Greg Dawson, Deputy Managing Director at Scottish Agronomy, takes a look at a different way for the supply chain to meet sustainability goals as weather and disease plays havoc with a traditional distilling variety.
Growing cereals in Scotland is becoming more complex, challenged as we are with how chemistry deals with disease and changing weather patterns. Selecting varieties with appropriate traits is more important than ever.
Growers will have chosen which varieties to sow this autumn whilst pondering what each variety will bring with respect to margin over input cost and end user demand. Does the industry as a whole need to work together to create a more holistic and long-term approach to wheat sourcing and management of varieties for distilling?
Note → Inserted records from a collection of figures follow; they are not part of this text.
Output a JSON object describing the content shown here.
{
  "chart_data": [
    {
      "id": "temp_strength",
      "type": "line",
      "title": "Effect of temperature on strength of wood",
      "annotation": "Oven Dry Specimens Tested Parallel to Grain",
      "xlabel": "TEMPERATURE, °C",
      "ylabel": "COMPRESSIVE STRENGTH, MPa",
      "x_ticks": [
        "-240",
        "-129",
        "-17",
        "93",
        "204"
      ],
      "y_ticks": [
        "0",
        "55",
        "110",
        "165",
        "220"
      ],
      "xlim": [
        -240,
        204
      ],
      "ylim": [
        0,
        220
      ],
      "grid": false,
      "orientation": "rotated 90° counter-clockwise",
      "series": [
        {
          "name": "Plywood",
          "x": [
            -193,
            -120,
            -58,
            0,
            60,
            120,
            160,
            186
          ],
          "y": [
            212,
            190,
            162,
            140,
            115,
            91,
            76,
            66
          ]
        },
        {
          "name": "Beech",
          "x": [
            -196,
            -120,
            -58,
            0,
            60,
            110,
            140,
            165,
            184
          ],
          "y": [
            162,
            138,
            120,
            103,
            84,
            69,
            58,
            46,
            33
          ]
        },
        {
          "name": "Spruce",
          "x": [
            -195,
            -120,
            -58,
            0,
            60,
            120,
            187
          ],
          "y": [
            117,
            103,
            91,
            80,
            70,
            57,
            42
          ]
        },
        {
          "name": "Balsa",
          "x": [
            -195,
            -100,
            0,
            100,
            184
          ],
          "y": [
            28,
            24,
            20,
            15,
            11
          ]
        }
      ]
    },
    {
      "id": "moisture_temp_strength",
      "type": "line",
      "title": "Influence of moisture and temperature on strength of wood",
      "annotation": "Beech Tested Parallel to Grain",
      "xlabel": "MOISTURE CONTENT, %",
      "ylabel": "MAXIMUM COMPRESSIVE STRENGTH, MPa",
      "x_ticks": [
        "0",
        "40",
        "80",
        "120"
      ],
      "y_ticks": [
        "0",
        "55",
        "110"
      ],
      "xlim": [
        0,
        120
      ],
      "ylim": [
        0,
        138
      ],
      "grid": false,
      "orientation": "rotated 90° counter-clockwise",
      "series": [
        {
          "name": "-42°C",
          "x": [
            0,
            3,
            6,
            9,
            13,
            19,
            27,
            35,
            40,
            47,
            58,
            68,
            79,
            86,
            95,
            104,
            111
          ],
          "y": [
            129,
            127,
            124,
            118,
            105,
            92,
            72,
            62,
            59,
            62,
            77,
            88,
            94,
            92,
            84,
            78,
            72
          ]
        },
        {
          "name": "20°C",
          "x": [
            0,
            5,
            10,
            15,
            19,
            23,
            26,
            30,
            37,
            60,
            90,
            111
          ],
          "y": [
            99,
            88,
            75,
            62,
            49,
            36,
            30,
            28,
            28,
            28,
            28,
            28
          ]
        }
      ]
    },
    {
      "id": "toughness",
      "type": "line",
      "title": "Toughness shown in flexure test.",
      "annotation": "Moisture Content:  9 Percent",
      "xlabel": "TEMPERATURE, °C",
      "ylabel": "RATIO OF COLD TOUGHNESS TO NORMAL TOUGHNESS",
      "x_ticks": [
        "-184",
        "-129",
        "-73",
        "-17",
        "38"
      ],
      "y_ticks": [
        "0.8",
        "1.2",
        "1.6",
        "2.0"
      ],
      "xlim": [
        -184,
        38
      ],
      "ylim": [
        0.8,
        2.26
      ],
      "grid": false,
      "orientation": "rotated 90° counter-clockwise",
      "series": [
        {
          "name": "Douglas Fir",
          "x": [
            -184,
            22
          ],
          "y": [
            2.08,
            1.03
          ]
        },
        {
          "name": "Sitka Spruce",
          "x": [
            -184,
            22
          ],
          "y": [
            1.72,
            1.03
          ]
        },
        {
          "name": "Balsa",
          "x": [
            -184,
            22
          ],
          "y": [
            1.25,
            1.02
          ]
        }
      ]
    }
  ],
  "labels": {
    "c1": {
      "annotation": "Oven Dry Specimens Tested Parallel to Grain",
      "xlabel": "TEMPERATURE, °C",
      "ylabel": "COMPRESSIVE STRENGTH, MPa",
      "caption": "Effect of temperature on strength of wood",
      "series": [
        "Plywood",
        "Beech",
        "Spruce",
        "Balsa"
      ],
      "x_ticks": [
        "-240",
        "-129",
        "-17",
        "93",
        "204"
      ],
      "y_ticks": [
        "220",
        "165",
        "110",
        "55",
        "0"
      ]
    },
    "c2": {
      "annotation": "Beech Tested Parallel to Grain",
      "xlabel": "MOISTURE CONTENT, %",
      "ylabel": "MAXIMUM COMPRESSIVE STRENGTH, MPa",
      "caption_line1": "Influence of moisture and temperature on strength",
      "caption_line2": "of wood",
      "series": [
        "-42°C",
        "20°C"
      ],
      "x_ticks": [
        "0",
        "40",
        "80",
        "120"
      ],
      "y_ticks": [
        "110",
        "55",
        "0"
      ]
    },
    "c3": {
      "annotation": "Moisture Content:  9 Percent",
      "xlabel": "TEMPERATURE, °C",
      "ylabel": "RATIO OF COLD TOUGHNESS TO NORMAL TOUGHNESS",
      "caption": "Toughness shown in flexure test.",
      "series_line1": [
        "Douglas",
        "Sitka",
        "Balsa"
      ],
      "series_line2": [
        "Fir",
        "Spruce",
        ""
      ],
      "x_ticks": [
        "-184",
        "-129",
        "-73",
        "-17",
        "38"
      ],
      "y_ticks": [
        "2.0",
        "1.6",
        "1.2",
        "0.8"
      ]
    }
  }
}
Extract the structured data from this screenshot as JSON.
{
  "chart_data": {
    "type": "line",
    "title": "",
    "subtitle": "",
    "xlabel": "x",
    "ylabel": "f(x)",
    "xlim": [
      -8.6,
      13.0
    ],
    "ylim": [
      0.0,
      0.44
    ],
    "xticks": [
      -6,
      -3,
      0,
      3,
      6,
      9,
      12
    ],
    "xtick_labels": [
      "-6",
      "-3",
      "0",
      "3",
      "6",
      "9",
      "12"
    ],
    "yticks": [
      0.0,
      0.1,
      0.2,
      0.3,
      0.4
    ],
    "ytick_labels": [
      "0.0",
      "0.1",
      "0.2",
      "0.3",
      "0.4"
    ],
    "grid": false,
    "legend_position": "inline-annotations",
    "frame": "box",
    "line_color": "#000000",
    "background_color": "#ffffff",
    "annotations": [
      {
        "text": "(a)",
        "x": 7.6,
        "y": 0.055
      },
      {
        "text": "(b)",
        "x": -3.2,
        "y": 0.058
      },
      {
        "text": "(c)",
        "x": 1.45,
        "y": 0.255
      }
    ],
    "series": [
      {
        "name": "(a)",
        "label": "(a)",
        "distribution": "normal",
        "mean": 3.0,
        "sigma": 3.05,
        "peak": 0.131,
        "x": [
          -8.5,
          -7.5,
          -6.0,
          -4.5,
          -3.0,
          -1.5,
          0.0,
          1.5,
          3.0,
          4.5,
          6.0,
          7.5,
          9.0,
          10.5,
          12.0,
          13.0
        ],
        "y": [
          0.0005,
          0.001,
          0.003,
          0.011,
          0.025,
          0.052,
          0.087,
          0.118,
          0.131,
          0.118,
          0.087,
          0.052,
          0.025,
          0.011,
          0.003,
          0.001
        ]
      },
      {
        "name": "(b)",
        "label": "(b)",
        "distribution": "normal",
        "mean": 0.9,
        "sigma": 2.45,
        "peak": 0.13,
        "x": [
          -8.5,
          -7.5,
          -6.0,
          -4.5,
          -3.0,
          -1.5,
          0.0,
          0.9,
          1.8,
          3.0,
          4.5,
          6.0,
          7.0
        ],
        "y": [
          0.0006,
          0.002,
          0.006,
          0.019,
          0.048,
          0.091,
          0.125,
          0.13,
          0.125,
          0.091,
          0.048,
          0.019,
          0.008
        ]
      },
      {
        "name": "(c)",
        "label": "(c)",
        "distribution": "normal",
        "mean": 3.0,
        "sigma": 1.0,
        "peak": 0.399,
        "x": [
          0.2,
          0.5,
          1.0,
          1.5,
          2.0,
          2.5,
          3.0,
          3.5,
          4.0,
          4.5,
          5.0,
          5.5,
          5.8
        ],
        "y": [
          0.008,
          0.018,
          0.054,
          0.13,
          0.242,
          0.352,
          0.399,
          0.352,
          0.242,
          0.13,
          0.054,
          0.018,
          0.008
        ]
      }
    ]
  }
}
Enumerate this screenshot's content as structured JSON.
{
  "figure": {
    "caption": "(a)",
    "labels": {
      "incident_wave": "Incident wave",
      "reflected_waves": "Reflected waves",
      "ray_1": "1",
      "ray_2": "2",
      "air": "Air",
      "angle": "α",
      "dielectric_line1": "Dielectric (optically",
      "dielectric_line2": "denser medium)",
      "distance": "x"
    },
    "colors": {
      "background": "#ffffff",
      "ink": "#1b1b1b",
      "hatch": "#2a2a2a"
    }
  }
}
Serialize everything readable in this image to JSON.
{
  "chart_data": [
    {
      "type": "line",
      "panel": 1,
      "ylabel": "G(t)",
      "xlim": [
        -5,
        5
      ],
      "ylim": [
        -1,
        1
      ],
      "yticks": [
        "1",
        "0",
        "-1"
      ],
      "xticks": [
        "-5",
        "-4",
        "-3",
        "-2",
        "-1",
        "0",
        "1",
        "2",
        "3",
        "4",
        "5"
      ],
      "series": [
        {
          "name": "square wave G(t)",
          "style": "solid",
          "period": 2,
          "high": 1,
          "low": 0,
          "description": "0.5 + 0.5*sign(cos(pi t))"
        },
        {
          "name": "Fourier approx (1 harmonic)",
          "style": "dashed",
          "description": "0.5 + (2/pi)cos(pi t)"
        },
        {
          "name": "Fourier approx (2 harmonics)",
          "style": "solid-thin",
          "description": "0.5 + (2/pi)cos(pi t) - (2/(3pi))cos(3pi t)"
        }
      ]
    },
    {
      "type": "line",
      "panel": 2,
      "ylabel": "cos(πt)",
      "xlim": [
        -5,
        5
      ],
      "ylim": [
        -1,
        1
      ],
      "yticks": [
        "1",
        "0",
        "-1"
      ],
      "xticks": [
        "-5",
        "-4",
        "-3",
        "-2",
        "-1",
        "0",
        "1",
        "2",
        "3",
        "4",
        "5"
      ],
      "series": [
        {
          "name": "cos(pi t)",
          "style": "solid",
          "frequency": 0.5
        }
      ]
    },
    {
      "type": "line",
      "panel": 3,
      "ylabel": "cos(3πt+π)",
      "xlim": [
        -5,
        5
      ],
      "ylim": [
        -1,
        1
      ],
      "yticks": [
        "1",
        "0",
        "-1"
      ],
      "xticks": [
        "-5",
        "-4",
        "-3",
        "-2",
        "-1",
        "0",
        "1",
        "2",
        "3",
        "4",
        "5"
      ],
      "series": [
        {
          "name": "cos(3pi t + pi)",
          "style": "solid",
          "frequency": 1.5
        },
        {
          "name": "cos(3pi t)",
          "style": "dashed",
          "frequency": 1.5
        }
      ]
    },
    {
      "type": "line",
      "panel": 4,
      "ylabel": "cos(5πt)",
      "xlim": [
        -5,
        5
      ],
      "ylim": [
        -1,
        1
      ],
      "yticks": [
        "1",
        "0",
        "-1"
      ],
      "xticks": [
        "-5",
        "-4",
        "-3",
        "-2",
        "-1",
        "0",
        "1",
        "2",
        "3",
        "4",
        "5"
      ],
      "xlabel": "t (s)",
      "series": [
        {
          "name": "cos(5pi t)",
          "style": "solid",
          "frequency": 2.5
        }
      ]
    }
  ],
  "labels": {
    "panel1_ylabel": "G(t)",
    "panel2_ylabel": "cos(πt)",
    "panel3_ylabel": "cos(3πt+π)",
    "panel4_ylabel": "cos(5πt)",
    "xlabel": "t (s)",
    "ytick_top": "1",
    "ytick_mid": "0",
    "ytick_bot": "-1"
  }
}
Traditional view to attributes of distilling wheat
Some of the stalwart winter wheat varieties are not performing as they used to. They are frequently less predictable in their response to disease and weather, and many of our members have been questioning what risk they are prepared to carry.
The supply of soft distilling wheat could be challenged as growers decide whether to stick with existing varieties which may need higher fungicide spend and ultimately be lower yielding or to try something new. Variety choice is crucial.
There’s currently a lack of commercial trials on new distilling winter wheat varieties compared to spring barley, largely driven by the fact that a meaningful run in a continuous grain distillery may need 1,000 tonnes. This probably requires the variety to be on the Recommended List and to already be grown commercially – a catch 22.
What’s interesting and exciting is that, while the supply chain has tended towards soft wheats for distilling, recent trials we’ve initiated suggest there could be merit in bringing hard wheats into consideration to provide options for growers whilst moving towards the green credentials of the distiller.
A sliding scale
Distillers have historically preferred using soft wheats over hard wheats due to traditionally better alcohol yield production, easier milling, and good processability. In the 1990s and early 2000s, when hard wheat was occasionally used, there were significant processing difficulties. Some of this was linked to the hard wheat 1b/1r gene but not always – it’s worth noting that modern hard wheat varieties are no longer bred from lines containing the gene.
Grain distilleries thrive on consistency and swinging between soft and hard has always seen as a significant negative – hence the present preference for soft wheat varieties. With that said, hard and soft is a continuous scale, with some soft wheats lying nearer the hard end of the scale. Conversely, some hard varieties produce high alcohol yields but are currently being overlooked.
The crunch is now here on farm, where the yield gap and disease susceptibility between hard and soft wheats has opened. We may see the gap narrowing again as new varieties come through, but growers are left carrying the risk in the interim and the whole supply chain could be missing opportunities.
Distilling down the evidence
Any variety tested for distilling must have its alcohol yield potential assessed in multiple replicated field trials. Equally some of the significant questions about hard wheat can only be addressed by end user engagement.
A selection of hard and soft wheat varieties grown in our trials were independently tested last year for their alcohol yield production, and residue viscosity. The samples came from replicated trials with identical inputs. Two of the hard wheat varieties tested gave between 6 and10% more alcohol per hectare than a control soft wheat which dominates the market.
The increase was due to higher alcohol production per kg of grain and higher yield. This goes a long way to reducing end users’ Scope 3 indirect greenhouse gas emissions that occur because of an organisation’s activities but are outside of its direct control.
All the wheats tested gave acceptable levels of residue viscosity but it isn’t all upside. Importantly, the hard wheat tested had higher peak viscosity and a slightly higher pasting temperature which indicates that the mash may require higher temperatures to process successfully. In modern distilling, many grain distilleries process at lower temperatures to make energy savings and reduce emissions. How hard wheats would respond to lower temperatures in a distillery is still untested but there is an opportunity for distillers to directly partner parallel work in future.
More than just cutting nitrogen
On a similar note, the headline of simply cutting back nitrogen to reduce carbon footprint is potentially flawed. If you undersupply a crop, you could be reducing the yield and quality with little, or even a negative effect, on the greenhouse gas emissions per tonne of grain.
We can miss opportunities by simply not looking in more detail at each stage of the supply chain.
At Scottish Agronomy, we are laying down specific trials to evaluate what the consequences are of different decisions, so the whole supply chain can decide how to best decarbonise the industry and run profitable businesses.
Different wheat varieties have different alcohol levels and different yields; we’re also looking at the science behind cover cropping, soil health and crop nutrition through replicated trials. If we can identify the best varieties and crop management for growers to get best yield, with the lowest carbon emissions, for the distillers to process, we are all a step ahead.
Scottish Agronomy has over 20,000 trials plots over 12 geographically spread trials sites across Scotland, testing different varieties and treatments for crops including wheat, barley, oats, oilseeds, linseed, rye, triticale and cover crops.